Autonomous Systems (ASL)
ASL is developing methodologies for the analysis, design, and control of autonomous systems, in particular self-driving cars, aerospace vehicles, and future mobility systems. The lab’s expertise in control theory, robotics, optimization, and machine learning guides us in developing new methods for operation in uncertain, rapidly changing, and potentially adversarial environments aimed at practical, computationally efficient, and provably correct algorithms for field deployment.
Biomechatronics
The Biomechatronics Lab develops wearable robotic devices to improve the efficiency, speed, and balance of walking and running, especially for people with disabilities. With a focus on speed and systematization of the design process, we develop versatile hardware prosthesis and exoskeleton emulators for human-in-the-loop optimization. We are researching topics such as human balance measurement, joint pain reduction, and novel actuation mechanisms for efficient exoskeletons.
Multi-Robot Systems (MSL)
MSL develops algorithms for collaboration, coordination, and competition among machine/human teams in unstructured natural environments, including operation in complex traffic understanding and signaling intent, in 3D flying races against human pilots at the edge of the dynamic envelope; and for large-scale drone aerial remote surveys. Building on optimization, control and game theory, and machine learning, we develop the essentials for robots entering the real world.
Navigation and Autonomous Vehicles (NAV)
The Navigation and Autonomous Vehicles (NAV) Lab conducts research on robust and secure positioning, navigation, and timing technologies. We focus on navigation safety, cyber security, and resilience to errors and uncertainties using machine learning, advanced signal processing, and formal verification methods. Our research has a wide range of applications, including manned and unmanned aerial vehicles, autonomous driving cars, as well as space robotics.
Movement
The Movement Lab creates coordinated, functional, and efficient whole-body movements for digital agents and for real robots to interact with the world. We focus on holistic motor behaviors that involve fusing multiple modalities of perception to produce intelligent and natural movements. We study “motion intelligence” in the context of complex ecological environments, involving both high-level decision making and low-level physical execution. We develop computational approaches to modeling realistic human movements for Computer Graphics and Biomechanics applications, learning complex control policies for humanoids and assistive robots, and advancing fundamental numerical simulation and optimal control algorithms.
Intelligent Systems Laboratory (SISL)
SISL studies robust decision-making in settings involving complex and dynamic environments where safety and efficiency must be balanced. We apply our work to challenges including autonomous driving, route planning, deep reinforcement learning, and safety and validation, addressing algorithms for efficiently deriving optimal decision strategies from high-dimensional, probabilistic representations, and establishing confidence in their safe and correct application in the real world.
Neuromuscular Biomechanics (NMBL)
NMBL investigators use ourexpertise in biomechanics, computer science, imaging, robotics, and neuroscience to analyze muscle function, study human movement, design medical technologies, and optimize human performance.
Geometric Computation Group (GCG)
GCG addresses algorithmic problems in modeling physical objects and phenomena, studying computation, communication, and sensing as applied to the physical world. Interests include the analysis of shape or image collections, geometric modeling with point cloud data, deep architectures for geometric data, 3D reconstruction, deformations and contacts, sensor networks for lightweight distributed estimation/reasoning, the analysis of mobility data, and modeling the shape and motion of biological macromolecules and other biological structures.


**What needs to be done:**
Show only those lines of the entries where the string "name" is found.

Start of Records for processing

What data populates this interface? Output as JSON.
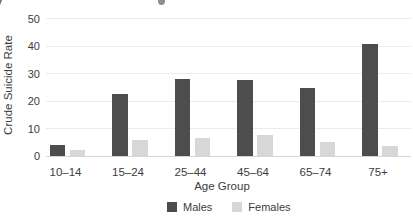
{
  "axes": {
    "x_title": "Age Group",
    "y_title": "Crude Suicide Rate"
  },
  "chart_data": {
    "type": "bar",
    "title": "",
    "categories": [
      "10–14",
      "15–24",
      "25–44",
      "45–64",
      "65–74",
      "75+"
    ],
    "series": [
      {
        "name": "Males",
        "color": "#4d4d4d",
        "values": [
          4,
          22.5,
          28,
          27.5,
          24.5,
          40.5
        ]
      },
      {
        "name": "Females",
        "color": "#d7d7d7",
        "values": [
          2,
          5.5,
          6.5,
          7.5,
          5,
          3.5
        ]
      }
    ],
    "xlabel": "Age Group",
    "ylabel": "Crude Suicide Rate",
    "ylim": [
      0,
      50
    ],
    "yticks": [
      0,
      10,
      20,
      30,
      40,
      50
    ],
    "grid": true,
    "legend_position": "bottom"
  }
}
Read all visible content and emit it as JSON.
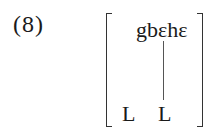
{
  "example": {
    "number": "(8)",
    "word": "gbɛhɛ",
    "tones": [
      "L",
      "L"
    ],
    "association_lines": [
      {
        "from_tone_index": 1,
        "to": "word"
      }
    ]
  }
}
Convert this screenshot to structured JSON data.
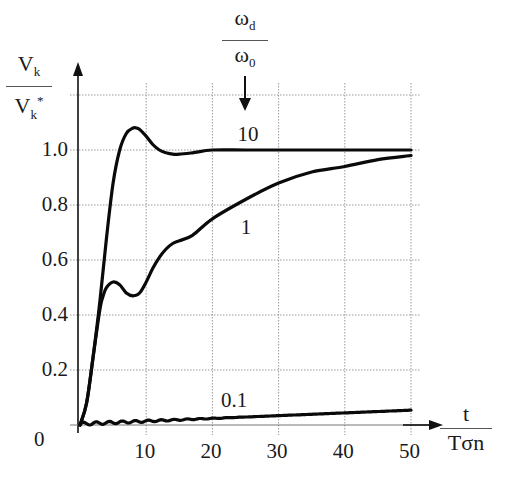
{
  "chart_data": {
    "type": "line",
    "title": "",
    "xlabel": "t / Tσn",
    "ylabel": "Vk / Vk*",
    "xlim": [
      0,
      50
    ],
    "ylim": [
      0,
      1.2
    ],
    "grid": true,
    "x_ticks": [
      0,
      10,
      20,
      30,
      40,
      50
    ],
    "x_tick_labels": [
      "10",
      "20",
      "30",
      "40",
      "50"
    ],
    "y_ticks": [
      0.0,
      0.2,
      0.4,
      0.6,
      0.8,
      1.0
    ],
    "y_tick_labels": [
      "0",
      "0.2",
      "0.4",
      "0.6",
      "0.8",
      "1.0"
    ],
    "legend_title": "ωd / ω0",
    "series": [
      {
        "name": "10",
        "x": [
          0,
          1,
          2,
          3,
          4,
          5,
          6,
          7,
          8,
          8.5,
          9,
          10,
          11,
          12,
          13,
          14,
          15,
          17,
          20,
          25,
          30,
          40,
          50
        ],
        "values": [
          0,
          0.08,
          0.25,
          0.45,
          0.68,
          0.88,
          1.0,
          1.06,
          1.08,
          1.08,
          1.075,
          1.05,
          1.02,
          1.0,
          0.99,
          0.985,
          0.985,
          0.99,
          1.0,
          1.0,
          1.0,
          1.0,
          1.0
        ]
      },
      {
        "name": "1",
        "x": [
          0,
          1,
          2,
          3,
          3.5,
          4,
          5,
          6,
          7,
          8,
          9,
          10,
          11,
          12,
          13,
          14,
          15,
          17,
          20,
          25,
          30,
          35,
          40,
          45,
          50
        ],
        "values": [
          0,
          0.08,
          0.25,
          0.42,
          0.47,
          0.5,
          0.52,
          0.51,
          0.48,
          0.47,
          0.48,
          0.52,
          0.57,
          0.61,
          0.64,
          0.66,
          0.67,
          0.69,
          0.75,
          0.82,
          0.88,
          0.92,
          0.94,
          0.965,
          0.98
        ]
      },
      {
        "name": "0.1",
        "x": [
          0,
          5,
          10,
          20,
          30,
          40,
          50
        ],
        "values": [
          0,
          0.005,
          0.01,
          0.022,
          0.032,
          0.042,
          0.05
        ]
      }
    ],
    "annotations": [
      {
        "text": "10",
        "x": 25,
        "y": 1.06
      },
      {
        "text": "1",
        "x": 25.5,
        "y": 0.72
      },
      {
        "text": "0.1",
        "x": 22.5,
        "y": 0.09
      }
    ]
  },
  "labels": {
    "y_num": "V",
    "y_num_sub": "k",
    "y_den": "V",
    "y_den_sub": "k",
    "y_den_sup": "*",
    "x_num": "t",
    "x_den": "Tσn",
    "legend_num": "ω",
    "legend_num_sub": "d",
    "legend_den": "ω",
    "legend_den_sub": "0"
  }
}
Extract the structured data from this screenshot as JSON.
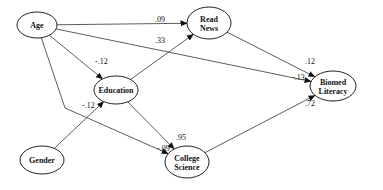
{
  "diagram": {
    "type": "path-model",
    "nodes": [
      {
        "id": "age",
        "label_lines": [
          "Age"
        ],
        "cx": 37,
        "cy": 25,
        "rx": 20,
        "ry": 13
      },
      {
        "id": "read_news",
        "label_lines": [
          "Read",
          "News"
        ],
        "cx": 209,
        "cy": 23,
        "rx": 22,
        "ry": 16
      },
      {
        "id": "education",
        "label_lines": [
          "Education"
        ],
        "cx": 116,
        "cy": 90,
        "rx": 22,
        "ry": 14
      },
      {
        "id": "biomed_literacy",
        "label_lines": [
          "Biomed",
          "Literacy"
        ],
        "cx": 333,
        "cy": 86,
        "rx": 23,
        "ry": 15
      },
      {
        "id": "gender",
        "label_lines": [
          "Gender"
        ],
        "cx": 42,
        "cy": 160,
        "rx": 22,
        "ry": 14
      },
      {
        "id": "college_science",
        "label_lines": [
          "College",
          "Science"
        ],
        "cx": 187,
        "cy": 162,
        "rx": 22,
        "ry": 16
      }
    ],
    "edges": [
      {
        "from": "age",
        "to": "read_news",
        "label": ".09",
        "lx": 155,
        "ly": 22
      },
      {
        "from": "age",
        "to": "education",
        "label": "-.12",
        "lx": 95,
        "ly": 64
      },
      {
        "from": "age",
        "to": "biomed_literacy",
        "label": "-.13",
        "lx": 292,
        "ly": 80
      },
      {
        "from": "age",
        "to": "college_science",
        "label": "-.09",
        "lx": 157,
        "ly": 151
      },
      {
        "from": "education",
        "to": "read_news",
        "label": ".33",
        "lx": 155,
        "ly": 43
      },
      {
        "from": "education",
        "to": "college_science",
        "label": ".95",
        "lx": 176,
        "ly": 140
      },
      {
        "from": "gender",
        "to": "education",
        "label": "-.12",
        "lx": 82,
        "ly": 108
      },
      {
        "from": "read_news",
        "to": "biomed_literacy",
        "label": ".12",
        "lx": 305,
        "ly": 64
      },
      {
        "from": "college_science",
        "to": "biomed_literacy",
        "label": ".72",
        "lx": 305,
        "ly": 106
      }
    ]
  }
}
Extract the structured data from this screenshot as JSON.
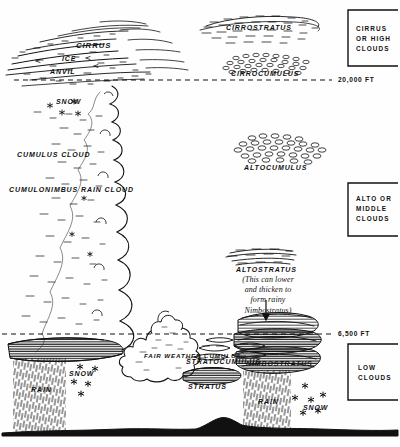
{
  "figure": {
    "kind": "cloud-types-altitude-diagram",
    "ink_color": "#111111",
    "paper_color": "#fefefe"
  },
  "altitude_lines": [
    {
      "id": "high",
      "label": "20,000 FT",
      "y": 80
    },
    {
      "id": "low",
      "label": "6,500 FT",
      "y": 334
    }
  ],
  "brackets": [
    {
      "id": "cirrus-high",
      "label": "CIRRUS\nOR HIGH\nCLOUDS"
    },
    {
      "id": "alto-middle",
      "label": "ALTO OR\nMIDDLE\nCLOUDS"
    },
    {
      "id": "low",
      "label": "LOW\nCLOUDS"
    }
  ],
  "cloud_labels": {
    "cirrus": "CIRRUS",
    "ice": "ICE",
    "anvil": "ANVIL",
    "cirrostratus": "CIRROSTRATUS",
    "cirrocumulus": "CIRROCUMULUS",
    "snow_upper": "SNOW",
    "cumulus_cloud": "CUMULUS CLOUD",
    "cumulonimbus": "CUMULONIMBUS\nRAIN CLOUD",
    "altocumulus": "ALTOCUMULUS",
    "altostratus": "ALTOSTRATUS",
    "stratocumulus": "STRATOCUMULUS",
    "stratus": "STRATUS",
    "nimbostratus": "NIMBOSTRATUS",
    "fair_weather_cumulus": "FAIR\nWEATHER\nCUMULUS",
    "rain_left": "RAIN",
    "snow_left": "SNOW",
    "rain_right": "RAIN",
    "snow_right": "SNOW"
  },
  "annotations": {
    "altostratus_note": "(This can lower\nand thicken to\nform rainy\nNimbostratus)"
  }
}
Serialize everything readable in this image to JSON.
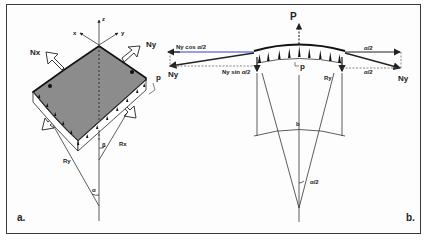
{
  "figure": {
    "panels": [
      {
        "id": "a",
        "label": "a.",
        "description": "Shell element with membrane forces",
        "labels": {
          "axis_z": "z",
          "axis_x": "x",
          "axis_y": "y",
          "force_x": "Nx",
          "force_y": "Ny",
          "pressure": "p",
          "radius_x": "Rx",
          "radius_y": "Ry",
          "angle_alpha": "α",
          "angle_beta": "β"
        }
      },
      {
        "id": "b",
        "label": "b.",
        "description": "Section through curved strip",
        "labels": {
          "resultant": "P",
          "pressure": "p",
          "force_left": "Ny",
          "force_right": "Ny",
          "horizontal_component": "Ny cos α/2",
          "vertical_component": "Ny sin α/2",
          "angle_top": "α/2",
          "angle_bottom": "α/2",
          "radius": "Ry",
          "width": "b",
          "center_angle": "α/2"
        }
      }
    ],
    "colors": {
      "line": "#222222",
      "shell_fill": "#8a8a8a",
      "highlight": "#3b3bd0",
      "frame": "#3a3a3a"
    }
  }
}
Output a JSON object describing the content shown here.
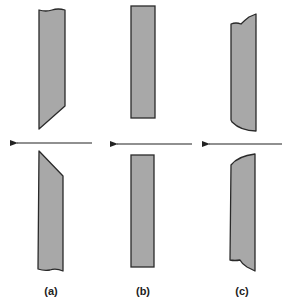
{
  "figure": {
    "colors": {
      "fill": "#a8a8a8",
      "stroke": "#2a2a2a",
      "arrow": "#222222",
      "background": "#ffffff"
    },
    "panels": [
      {
        "id": "a",
        "label": "(a)",
        "shape": "angled-cut",
        "arrow_direction": "left"
      },
      {
        "id": "b",
        "label": "(b)",
        "shape": "straight-cut",
        "arrow_direction": "left"
      },
      {
        "id": "c",
        "label": "(c)",
        "shape": "curved-cut",
        "arrow_direction": "left"
      }
    ]
  }
}
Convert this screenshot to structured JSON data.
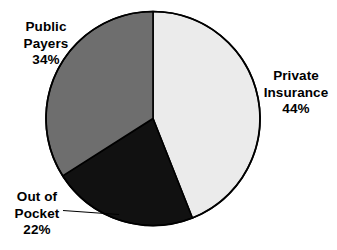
{
  "chart_data": {
    "type": "pie",
    "title": "",
    "subtitle": "",
    "xlabel": "",
    "ylabel": "",
    "legend_position": "none",
    "grid": false,
    "start_angle_deg": 0,
    "direction": "clockwise",
    "categories": [
      "Private Insurance",
      "Out of Pocket",
      "Public Payers"
    ],
    "values": [
      44,
      22,
      34
    ],
    "units": "%",
    "slices": [
      {
        "name": "Private Insurance",
        "label_line1": "Private",
        "label_line2": "Insurance",
        "value": 44,
        "value_label": "44%",
        "color": "#ebebeb",
        "start_angle_deg": 0,
        "end_angle_deg": 158.4
      },
      {
        "name": "Out of Pocket",
        "label_line1": "Out of",
        "label_line2": "Pocket",
        "value": 22,
        "value_label": "22%",
        "color": "#111111",
        "start_angle_deg": 158.4,
        "end_angle_deg": 237.6
      },
      {
        "name": "Public Payers",
        "label_line1": "Public",
        "label_line2": "Payers",
        "value": 34,
        "value_label": "34%",
        "color": "#6e6e6e",
        "start_angle_deg": 237.6,
        "end_angle_deg": 360
      }
    ]
  },
  "colors": {
    "background": "#ffffff",
    "outline": "#000000",
    "private_insurance": "#ebebeb",
    "out_of_pocket": "#111111",
    "public_payers": "#6e6e6e",
    "text": "#000000",
    "leader_line": "#000000"
  },
  "labels": {
    "public_payers": {
      "line1": "Public",
      "line2": "Payers",
      "line3": "34%"
    },
    "private_insurance": {
      "line1": "Private",
      "line2": "Insurance",
      "line3": "44%"
    },
    "out_of_pocket": {
      "line1": "Out of",
      "line2": "Pocket",
      "line3": "22%"
    }
  }
}
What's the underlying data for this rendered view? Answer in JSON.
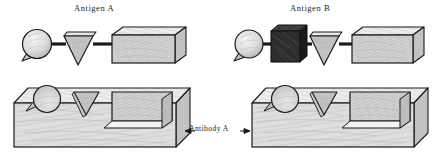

End of Records for processing

**Completed exercise:**
        "name": "Males",
        "name": "Females",
        "name": "10",
        "name": "1",
        "name": "0.1",
        "name": "Private Insurance",
        "name": "Out of Pocket",
        "name": "Public Payers",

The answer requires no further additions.